Friday, May 23, 2014

Lync 2013 android client error connecting to ADFS 3.0 federated 365 service

So after our migration to ADFS 3.0 from the old ADFS 2.0 servers my Android based Lync users started getting we can't sign you in, please try again errors during login.  After digging around I found this forum entry from Jeffr.M which points out that the Lync android app has an issue with servers that can support multiple certificates on the same IP.

http://community.office365.com/en-us/f/173/t/223414.aspx?pageindex=2

The following command adds a new default catch-all listener to your server.  If you're using a Web Application Proxy like I am you'll want to run this on that server as well.

netsh http show sslcert

The command above will show you all the listeners and their associated certificate hashes and application IDs.  You'll need those for the next step.

netsh http add sslcert ipport=0.0.0.0:443 certhash=INSERTHASHHERE appid='{INSERTAPPIDHERE}'

Note the ticks around the appid.  Powershell sometimes eats curly brackets so you'll get an error if you don't use the "'" marks.  More info here

Note 2: If you're thinking it's easier to just copy/paste the certificate hash from the MMC Certificates panel - Don't. That method often introduces hidden characters which will take forever to debug.

After you do that on your ADFS 3.0 and WEP servers, restart the ADFS services on them and then your Android Lync clients will start working again.

On a related note, if your Onedrive authentication isn't working - try disabling the /adfs/services/trust/2005/windowstransport endpoint.  (disable on proxy if using a proxy or just disable both modes just in case).  There's a bug with the windowstransport endpoint in ADFS 3.0 and Onedrive authentication.

Tuesday, January 7, 2014

Fix for Wake after sleep freeze on Dell Latitudes

This turned out to be an issue with the O2Micro SD/MMC drivers on the E6420/E6430 units that we had.
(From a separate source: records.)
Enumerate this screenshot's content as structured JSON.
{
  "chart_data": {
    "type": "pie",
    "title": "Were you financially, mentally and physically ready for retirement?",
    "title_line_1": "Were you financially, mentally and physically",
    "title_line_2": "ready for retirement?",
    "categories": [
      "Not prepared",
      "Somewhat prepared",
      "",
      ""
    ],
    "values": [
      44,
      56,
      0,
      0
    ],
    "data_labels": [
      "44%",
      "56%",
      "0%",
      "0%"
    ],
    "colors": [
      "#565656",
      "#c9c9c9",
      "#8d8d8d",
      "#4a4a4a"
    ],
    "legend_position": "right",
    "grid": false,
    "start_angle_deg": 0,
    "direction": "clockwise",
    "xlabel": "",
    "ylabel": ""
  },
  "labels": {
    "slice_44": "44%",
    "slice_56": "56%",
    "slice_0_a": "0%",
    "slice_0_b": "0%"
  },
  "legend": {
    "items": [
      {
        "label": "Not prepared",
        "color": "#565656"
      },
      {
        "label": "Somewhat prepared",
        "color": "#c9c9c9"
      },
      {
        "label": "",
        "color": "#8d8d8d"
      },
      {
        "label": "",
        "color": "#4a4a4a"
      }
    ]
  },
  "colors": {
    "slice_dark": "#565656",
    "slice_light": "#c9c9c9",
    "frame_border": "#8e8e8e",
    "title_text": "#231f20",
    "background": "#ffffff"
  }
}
After adding new drivers to our MDT server I started getting reports from users stating that their laptops were completely freezing up after waking from sleep - no response to keyboard, mouse, etc.  No mini dumps were generated, powercfg - energy didn't show any major issues, and event viewer was useless.  It was occuring both on Windows 7 and Windows 8.1 builds.
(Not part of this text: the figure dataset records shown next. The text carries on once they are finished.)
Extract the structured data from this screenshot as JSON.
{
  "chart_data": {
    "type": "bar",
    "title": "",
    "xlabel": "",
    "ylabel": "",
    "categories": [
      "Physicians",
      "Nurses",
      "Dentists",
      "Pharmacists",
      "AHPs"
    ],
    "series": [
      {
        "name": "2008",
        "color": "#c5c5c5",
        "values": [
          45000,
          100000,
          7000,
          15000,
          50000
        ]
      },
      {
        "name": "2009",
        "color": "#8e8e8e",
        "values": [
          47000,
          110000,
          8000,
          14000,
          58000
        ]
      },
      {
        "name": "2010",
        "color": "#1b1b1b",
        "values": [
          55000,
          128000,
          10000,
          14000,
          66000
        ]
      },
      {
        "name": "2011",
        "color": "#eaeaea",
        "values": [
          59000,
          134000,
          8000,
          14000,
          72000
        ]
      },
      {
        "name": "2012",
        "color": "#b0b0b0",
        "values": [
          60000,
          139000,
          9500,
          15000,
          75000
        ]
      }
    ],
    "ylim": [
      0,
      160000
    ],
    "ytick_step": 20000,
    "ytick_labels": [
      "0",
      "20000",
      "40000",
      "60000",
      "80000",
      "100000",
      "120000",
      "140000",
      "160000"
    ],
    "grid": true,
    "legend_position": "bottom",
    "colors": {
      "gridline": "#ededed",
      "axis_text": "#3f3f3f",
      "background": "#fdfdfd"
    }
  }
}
It wasn't until after I started disabling hardware components in Device Manager that I found a correlation between disabling the O2Micro SD/MMC controllers and it being able to wake from sleep.  (I rebooted after each diagnostic test just to make sure all changes were in full effect)

Installing an older version of the driver and rebooting fixed the problem on all the laptops that were having the hang issue.  Of course, just disabling the SD/MMC controllers is a fine fix too.